When my friend Sarita Felder of the Healthcare Businesswomen’s Association (HBA) Executive Women’s Outreach Committee asked me to participate in a recent panel discussion in New York titled “Uproot Yourself and Grow: Leveraging the ExPat Experience,” I agreed without hesitation. After all, I was fresh off the expat boat, having just returned to the United States after 16 years abroad and felt qualified to speak with pretty extensive personal knowledge on the topic. So on the evening of the event I walked over to the venue at Pfizer headquarters on East 42nd Street and took my place on the stage.
The first question I was asked was about the circumstances that led to my expat assignment, and whether I’d had the support of my boss and senior management. As I began to recall the backstory behind the last two decades of my life and share it with the audience, I immediately saw looks of recognition on the faces of the aspiring expat women in the room when I recounted my boss’s reaction to news that management at global headquarters in Switzerland had offered me an assignment there.
Putting it mildly, I said she had been reluctant to let me go, even though an expat assignment had been listed as an explicit priority in my professional development plan for the past several years.
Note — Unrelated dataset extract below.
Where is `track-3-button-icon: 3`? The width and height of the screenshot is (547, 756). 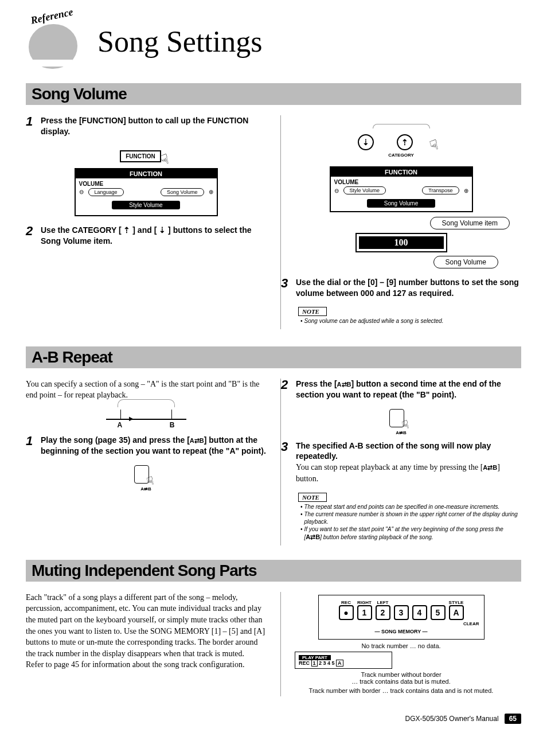 track-3-button-icon: 3 is located at coordinates (401, 613).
Somehow, it never seemed to be the right time, and there were always legitimate reasons to put it off. If you’re a valued employee, you’ve got to be prepared to have your home organization want to keep you around. My CEO wanted me to stay, too, but he told me that if my wife and I thought it was a good move, then we should go for it.
It was a huge and agonizing decision. But the company’s management in Switzerland had a specific business need calling for an American to help build bridges between Europe and the U.S. and pave the way to greater media exposure in the world’s largest health care market. And there’s nothing like a definitive business need to overcome personal and political barriers. Besides, headquarters had the power to make it happen, and so it did, all the way back in June 2001.
Did I expect to stay as long as I did? Probably not, but once my wife and I decided to take the leap of faith, our normal approach to planning transformed into something else. Leaps of faith will do that – change you in ways you may or may not realize, and that sometimes take you time to discover and understand. More than six months after my extended tour abroad, I’m still trying to figure out how it changed me. But here are the lessons I’ve learned.
Leap Lesson 1: Beware the Trials of the Trailing Spouse
On the long trajectory of our Great Leap of Faith, the first realization was that the challenges for my wife and me would be as daunting as we’d imagined, but very different. We were going into this thing together, but would be facing our respective demons alone.
I should have known something was up when my initial interview with the expat coordinator at headquarters included a couple of questions about me and eight or nine about my wife. “Who’s getting the expat assignment here?” I asked. The response came in the form of a question: “Do you know what the single biggest factor in failed expat assignments is?” my counselor asked me. “It’s that the trailing spouse is unhappy and can’t adjust.”
A small kernel of expat wisdom that is ignored at one’s peril. But how do you know how you’re going to react until you get there? And what if things turn out wildly differently from what you’d expected?
I always say the two biggest lies my HR counselor told us before we took our leap was that it never gets very hot in Basel in the summer, and it will be easy for my wife to find a job. Neither was true. The second came close to dumping us on the statistical heap of failed expat experiences.
Thankfully, my wife, who was born in Taiwan to parents from mainland China, came to New York at 19 and devoted herself single-mindedly to her education and career as a lawyer. After finding work in Switzerland proved unsatisfying, frustrating and ultimately fruitless, she used her time in Europe to fill in the gaping holes in her knowledge of Western art and culture. She calls the time we spent in Switzerland, using it as our base to explore much of the world, her “finishing school.” If she hadn’t made that adjustment in her thinking, our leap of faith might have made us miserable. Instead, it enriched our lives and brought us bucket-lists full of precious experiences and a lifetime’s worth of memories.
Leap Lesson 2: Get Ready to Swim in a Different Sea
As for me, on the surface of things, my transition was a lot easier than my wife’s. I got up in the morning and went to work in a building with the same name over the door as the one back home. I turned on my computer in a similarly nice office and set my mind to new assignments, but much else was the same, except…
Except that I was a smaller fish in a much bigger sea. At the company’s biggest and most important affiliate in its biggest and most important market, I was an integral part of every major corporate communications matter. At the company’s powerful global headquarters in Basel, I was a cog in a giant wheel, in a culture that keeps people in their assigned lanes and punishes rule-breakers. That was one lesson this old dog never learned.